As far as steel wheel and rubber tire traction efficiency: There were research articles published in ASAE transactions in the 30's showing that rubber tires outperformed steel wheels without showing the how. One phenomena of tires and soil failure is that some slip has to occur to create the most draft force and the best traction efficiency. This creates the chicken and the egg problem: does draft create slip or does slip create draft? From what I have seen, steel wheels bite too well and don't allow any slip. That is my guess at how rubber outperforms steel wheels. There are probably other reasons.
 
Wow! This is great stuff!
As to steel wheels vs. rubber, I had always assumed that the v-shaped lugs would rob some power as they penetrated the soil (in effect, trying to lift the tractor). My engineering is confined to the armchair day-dreaming variety, so
I could be all wet in my theories. I used to
read the Nebraska tests when I had access to them at a state university library. They are marvels of concise information in tabular form. They even include the percentage of slip! The other day, I looked at an old photocopy of one of the tests, which showed the Farmall H with a slippage of 17% in first gear!

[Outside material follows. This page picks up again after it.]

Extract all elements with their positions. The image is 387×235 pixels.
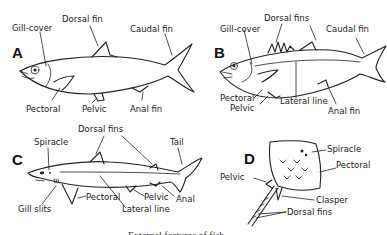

Too much torque for the traction available with the narrow tires of the day, and possibly no weights/water added.
The DB horsepower was correspondingly lower than it was in the other gears, where there is less torque and less slip.
One of these days, I am going to try to look at a bunch of Nebraska tests of tractors on steel and rubber and see if I can come up with an average for power losses with both types of wheels. When I do, I'll post them here for the likes of us.
Thanks for making my day, as Clint Eastwood might have put it (I think he paralyzed the punks with his stare, so they never really made his day).